New World Handicap System Designed to Welcome More Golfers

USGA and The R&A Release Key Features

UNITED STATES, 20 Feb 2018, (HK Golfer News Wire) - The USGA and The R&A announce key features of the proposed new World Handicap System (WHS), designed to provide all golfers with a consistent measure of playing ability globally.    

The new system will feature the following:

•  Flexibility in formats of play, allowing both competitive and recreational rounds to count for handicap purposes and ensuring that a golfer’s handicap is more reflective of potential ability

•  A minimal number of scores needed to obtain a new handicap; a recommendation that the number of scores needed to obtain a new handicap be 54 holes from any combination of 18-hole and 9-hole rounds, but with some discretion available for handicapping authorities or national associations to set a different minimum within their own jurisdiction

•  A consistent handicap that is portable from course to course and country to country through worldwide use of the USGA Course and Slope Rating System, already successfully used in more than 80 countries

•  An average-based calculation of a handicap, taken from the best eight out of the last 20 scores and factoring in memory of demonstrated ability for better responsiveness and control

•  A calculation that considers the impact that abnormal course and weather

conditions might have on a player’s performance each day  

•  Daily handicap revisions, taking account of the course and weather conditions calculation

•  A limit of Net Double Bogey on the maximum hole score (for handicapping     

purposes only)

•  A maximum handicap limit of 54.0, regardless of gender, to encourage more golfers to measure and track their performance to increase their enjoyment of the game

Mike Davis, CEO of the USGA, commented, “For some time, we’ve heard golfers say, ‘I’m not good enough to have a handicap,’ or ‘I don’t play enough to have a handicap.’ We want to make the right decisions now to encourage a more welcoming and social game. We’re excited to be taking another important step – along with modernizing golf’s Rules – to provide a pathway into the sport, making golf easier to understand and more approachable and enjoyable for everyone to play.”

Martin Slumbers, Chief Executive of The R&A, said, “We want to make it more attractive to golfers to obtain a handicap and strip away some of the complexity and variation which can be off-putting for newcomers. Having a handicap, which is easier to understand and is truly portable around the world, can make golf much more enjoyable and is one of the unique selling points of our sport.”

The tenets of the new system focus on three main objectives: to encourage as many golfers as possible to obtain and maintain a handicap; to enable golfers of differing abilities, genders and nationalities to transport their handicap to any course globally and compete on a fair and equitable basis; and to indicate with sufficient accuracy the score a golfer is reasonably capable of achieving on any course around the world, playing under normal conditions.  
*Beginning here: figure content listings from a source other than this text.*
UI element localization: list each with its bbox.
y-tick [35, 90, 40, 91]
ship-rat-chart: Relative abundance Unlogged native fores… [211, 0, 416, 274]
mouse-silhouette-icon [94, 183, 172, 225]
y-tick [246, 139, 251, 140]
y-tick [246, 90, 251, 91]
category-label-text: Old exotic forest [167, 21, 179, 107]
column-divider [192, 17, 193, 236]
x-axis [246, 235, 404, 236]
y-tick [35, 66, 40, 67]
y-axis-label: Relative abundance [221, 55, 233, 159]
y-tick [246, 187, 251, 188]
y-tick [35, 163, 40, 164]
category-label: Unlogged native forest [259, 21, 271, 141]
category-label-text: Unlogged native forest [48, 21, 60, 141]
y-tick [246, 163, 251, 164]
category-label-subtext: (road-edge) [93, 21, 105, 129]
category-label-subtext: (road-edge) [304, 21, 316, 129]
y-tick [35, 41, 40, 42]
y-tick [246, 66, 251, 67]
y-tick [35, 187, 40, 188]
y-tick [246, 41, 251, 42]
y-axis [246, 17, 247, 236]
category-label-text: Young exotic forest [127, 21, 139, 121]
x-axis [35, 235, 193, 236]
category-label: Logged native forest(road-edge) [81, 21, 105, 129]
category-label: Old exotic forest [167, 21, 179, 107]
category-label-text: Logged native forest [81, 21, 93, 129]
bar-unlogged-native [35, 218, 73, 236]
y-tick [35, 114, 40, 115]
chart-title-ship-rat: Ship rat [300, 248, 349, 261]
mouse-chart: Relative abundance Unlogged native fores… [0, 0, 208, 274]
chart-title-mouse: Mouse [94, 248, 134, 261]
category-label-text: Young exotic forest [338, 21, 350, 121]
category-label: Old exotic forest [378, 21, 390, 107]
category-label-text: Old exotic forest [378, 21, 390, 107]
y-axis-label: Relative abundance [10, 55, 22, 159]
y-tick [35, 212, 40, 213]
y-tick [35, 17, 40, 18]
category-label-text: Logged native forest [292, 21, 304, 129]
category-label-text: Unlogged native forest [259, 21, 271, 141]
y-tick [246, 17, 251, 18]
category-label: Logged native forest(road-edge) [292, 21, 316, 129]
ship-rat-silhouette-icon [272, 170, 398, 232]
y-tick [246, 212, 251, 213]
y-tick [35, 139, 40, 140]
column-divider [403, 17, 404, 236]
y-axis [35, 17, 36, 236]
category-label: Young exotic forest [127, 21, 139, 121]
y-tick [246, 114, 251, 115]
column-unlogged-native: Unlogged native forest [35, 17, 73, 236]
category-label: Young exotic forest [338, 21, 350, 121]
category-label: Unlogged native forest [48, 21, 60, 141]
Given worldwide alignment towards a single system, all parties will now embark on a two-year transition period targeting implementation in 2020.  When adopted, the World Handicap System will be governed by the USGA and The R&A and administered locally by the six existing authorities and national associations around the world, with safeguards included to ensure consistency as well as adaptability to differing golf cultures.